Ondat Topology-Aware Placement (TAP)

Overview

💡 This feature is available in release v2.5.0 or greater.

Ondat Topology-Aware Placement (TAP) is a feature that enforces placement of data across failure domains to guarantee high availability.

Ondat TAP uses default labels on nodes to define failure domains - for instance, an Availability Zone. However, the key label used to segment failure domains can be defined by the user per node. Lastly, Ondat TAP is an opt-in feature per volume.

How does Ondat Topology-Aware Placement Work?

Ondat’s Topology-Aware Placement attempts to distribute sensitive data across different failure domains. Hence, a primary volume and its replicas are scattered across failure domains - that is implemented following a best effort algorithm.

  • In case that Ondat TAP rules can’t be fulfilled the placement algorithm will attempt a best approach placement (even if new replicas are in the same failure domain).
  • The best effort placement allows the system to place replicas on the same failure domains when a full domain has failed catastrophically. Hence, the system self heals as fast as possible without waiting for the nodes on the failed domain to recover.

It is the user’s responsibility to rebalance the data when the failed domain has recovered its availability. That can be achieved by recreating the replicas of a volume.

💡 Future versions of Ondat will facilitate the procedure by allowing a volume drain.

Advantages of using Ondat Topology-Aware Placement (TAP)

Deploying a stateful application on a clusters with multiple nodes without Ondat TAP enabled can result in suboptimal placement for high availability. Not enabling Ondat TAP can cause following problems:

  • Unschedulable pods due to resource, affinity, and taint issues when a full failure domain experiences a failure.
  • Volume replicas placed within the same zone as a primary volume.

Ondat Topology-Aware Placement

How to use Ondat Topology-Aware Placement?

Topology-Aware Placement can be enabled by applying the label storageos.com/topology-aware=true to a PVC or as a parameter of its StorageClass.

Understanding Topology Domains

A topology domain is a set of nodes. The domain is identified by a label, which can be defined by the user.

  • The default label that Ondat uses to segment nodes in failure domains is » topology.kubernetes.io/zone.
  • However, you can define your own topology key by setting the key string in the Ondat feature label » storageos.com/topology-key.

Ondat Failure Modes & Topology-Aware Placement

Failure modes are a complimentary feature of the Topology-Aware Placement functionality. Failure modes allow you to define how many replicas of a volume can become unavailable before the volume is marked as read-only.

For example, assuming that your cluster has three topology zones, A, B and C, and your deployment has a master and two replicas, Ondat will attempt to place one volume in each topology zone.

  • If zone A fails, I/O operations to your volume will stop completely - if the Failure Mode is hard.
  • If the Failure Mode is soft - I/O operations will continue while volume failover is in progress, and a new replica will be placed in an operational zone.
  • Note that if zone A recovers, the cluster will not automatically rebalance.

The soft failure mode will not tolerate the failure of multiple replicas at once, and will suspend I/O operations in this case.

  • If you wish to tolerate more than one failed replica, then you can set this as an integer using the <integer> label.
  • If individual nodes within a topology zone fail, the replicas will fail over to other nodes within that zone. Once nodes in the zone are exhausted, placement will revert to best-effort.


» **Description of the task**
Exactly as written, repeat all of the records below.

::::::::::

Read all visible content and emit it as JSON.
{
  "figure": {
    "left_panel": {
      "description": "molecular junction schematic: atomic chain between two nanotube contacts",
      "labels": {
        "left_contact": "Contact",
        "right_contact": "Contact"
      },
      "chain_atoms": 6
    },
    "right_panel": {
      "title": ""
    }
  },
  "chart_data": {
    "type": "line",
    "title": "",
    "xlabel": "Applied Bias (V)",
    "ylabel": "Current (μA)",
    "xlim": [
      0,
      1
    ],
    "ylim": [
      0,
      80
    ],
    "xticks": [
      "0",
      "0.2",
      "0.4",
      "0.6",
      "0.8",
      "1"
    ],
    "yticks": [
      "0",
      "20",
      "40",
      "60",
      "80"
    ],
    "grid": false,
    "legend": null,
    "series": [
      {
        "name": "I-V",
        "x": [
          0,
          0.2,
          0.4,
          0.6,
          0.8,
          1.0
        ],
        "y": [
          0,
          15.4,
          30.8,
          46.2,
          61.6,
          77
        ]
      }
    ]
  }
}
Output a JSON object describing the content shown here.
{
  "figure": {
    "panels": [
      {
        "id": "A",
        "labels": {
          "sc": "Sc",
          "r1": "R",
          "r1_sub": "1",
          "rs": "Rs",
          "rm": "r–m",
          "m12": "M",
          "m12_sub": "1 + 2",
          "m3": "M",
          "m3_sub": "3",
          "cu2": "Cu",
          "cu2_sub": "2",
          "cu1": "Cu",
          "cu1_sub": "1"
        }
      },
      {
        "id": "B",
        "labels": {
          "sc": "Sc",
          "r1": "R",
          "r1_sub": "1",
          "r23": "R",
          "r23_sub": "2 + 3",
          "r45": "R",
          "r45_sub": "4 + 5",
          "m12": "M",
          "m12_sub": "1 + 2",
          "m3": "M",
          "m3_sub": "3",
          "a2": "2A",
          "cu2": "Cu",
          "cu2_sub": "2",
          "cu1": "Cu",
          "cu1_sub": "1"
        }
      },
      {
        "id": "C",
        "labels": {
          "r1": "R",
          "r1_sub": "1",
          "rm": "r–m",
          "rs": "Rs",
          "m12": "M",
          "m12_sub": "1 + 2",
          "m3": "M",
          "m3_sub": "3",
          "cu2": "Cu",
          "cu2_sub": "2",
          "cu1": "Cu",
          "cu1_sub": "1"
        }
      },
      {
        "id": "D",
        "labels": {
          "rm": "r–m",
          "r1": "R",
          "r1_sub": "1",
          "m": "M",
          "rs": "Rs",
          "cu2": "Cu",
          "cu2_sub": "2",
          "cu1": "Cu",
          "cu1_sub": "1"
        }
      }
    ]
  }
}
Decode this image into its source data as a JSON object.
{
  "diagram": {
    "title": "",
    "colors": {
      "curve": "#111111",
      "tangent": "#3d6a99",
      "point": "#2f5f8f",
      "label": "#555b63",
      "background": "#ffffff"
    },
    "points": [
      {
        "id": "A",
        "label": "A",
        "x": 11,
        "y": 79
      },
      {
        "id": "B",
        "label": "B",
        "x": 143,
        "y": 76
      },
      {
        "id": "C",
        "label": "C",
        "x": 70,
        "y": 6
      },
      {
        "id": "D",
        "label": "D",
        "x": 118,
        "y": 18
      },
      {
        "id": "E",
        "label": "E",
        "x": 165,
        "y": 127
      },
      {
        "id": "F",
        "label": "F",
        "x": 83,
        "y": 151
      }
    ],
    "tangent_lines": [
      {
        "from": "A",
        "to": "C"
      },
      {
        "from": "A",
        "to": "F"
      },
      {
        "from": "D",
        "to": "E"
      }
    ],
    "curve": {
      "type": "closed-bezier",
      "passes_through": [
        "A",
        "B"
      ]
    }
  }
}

::::::::::

» **Task response**
Read all visible content and emit it as JSON.
{
  "figure": {
    "left_panel": {
      "description": "molecular junction schematic: atomic chain between two nanotube contacts",
      "labels": {
        "left_contact": "Contact",
        "right_contact": "Contact"
      },
      "chain_atoms": 6
    },
    "right_panel": {
      "title": ""
    }
  },
  "chart_data": {
    "type": "line",
    "title": "",
    "xlabel": "Applied Bias (V)",
    "ylabel": "Current (μA)",
    "xlim": [
      0,
      1
    ],
    "ylim": [
      0,
      80
    ],
    "xticks": [
      "0",
      "0.2",
      "0.4",
      "0.6",
      "0.8",
      "1"
    ],
    "yticks": [
      "0",
      "20",
      "40",
      "60",
      "80"
    ],
    "grid": false,
    "legend": null,
    "series": [
      {
        "name": "I-V",
        "x": [
          0,
          0.2,
          0.4,
          0.6,
          0.8,
          1.0
        ],
        "y": [
          0,
          15.4,
          30.8,
          46.2,
          61.6,
          77
        ]
      }
    ]
  }
}
Output a JSON object describing the content shown here.
{
  "figure": {
    "panels": [
      {
        "id": "A",
        "labels": {
          "sc": "Sc",
          "r1": "R",
          "r1_sub": "1",
          "rs": "Rs",
          "rm": "r–m",
          "m12": "M",
          "m12_sub": "1 + 2",
          "m3": "M",
          "m3_sub": "3",
          "cu2": "Cu",
          "cu2_sub": "2",
          "cu1": "Cu",
          "cu1_sub": "1"
        }
      },
      {
        "id": "B",
        "labels": {
          "sc": "Sc",
          "r1": "R",
          "r1_sub": "1",
          "r23": "R",
          "r23_sub": "2 + 3",
          "r45": "R",
          "r45_sub": "4 + 5",
          "m12": "M",
          "m12_sub": "1 + 2",
          "m3": "M",
          "m3_sub": "3",
          "a2": "2A",
          "cu2": "Cu",
          "cu2_sub": "2",
          "cu1": "Cu",
          "cu1_sub": "1"
        }
      },
      {
        "id": "C",
        "labels": {
          "r1": "R",
          "r1_sub": "1",
          "rm": "r–m",
          "rs": "Rs",
          "m12": "M",
          "m12_sub": "1 + 2",
          "m3": "M",
          "m3_sub": "3",
          "cu2": "Cu",
          "cu2_sub": "2",
          "cu1": "Cu",
          "cu1_sub": "1"
        }
      },
      {
        "id": "D",
        "labels": {
          "rm": "r–m",
          "r1": "R",
          "r1_sub": "1",
          "m": "M",
          "rs": "Rs",
          "cu2": "Cu",
          "cu2_sub": "2",
          "cu1": "Cu",
          "cu1_sub": "1"
        }
      }
    ]
  }
}
Decode this image into its source data as a JSON object.
{
  "diagram": {
    "title": "",
    "colors": {
      "curve": "#111111",
      "tangent": "#3d6a99",
      "point": "#2f5f8f",
      "label": "#555b63",
      "background": "#ffffff"
    },
    "points": [
      {
        "id": "A",
        "label": "A",
        "x": 11,
        "y": 79
      },
      {
        "id": "B",
        "label": "B",
        "x": 143,
        "y": 76
      },
      {
        "id": "C",
        "label": "C",
        "x": 70,
        "y": 6
      },
      {
        "id": "D",
        "label": "D",
        "x": 118,
        "y": 18
      },
      {
        "id": "E",
        "label": "E",
        "x": 165,
        "y": 127
      },
      {
        "id": "F",
        "label": "F",
        "x": 83,
        "y": 151
      }
    ],
    "tangent_lines": [
      {
        "from": "A",
        "to": "C"
      },
      {
        "from": "A",
        "to": "F"
      },
      {
        "from": "D",
        "to": "E"
      }
    ],
    "curve": {
      "type": "closed-bezier",
      "passes_through": [
        "A",
        "B"
      ]
    }
  }
}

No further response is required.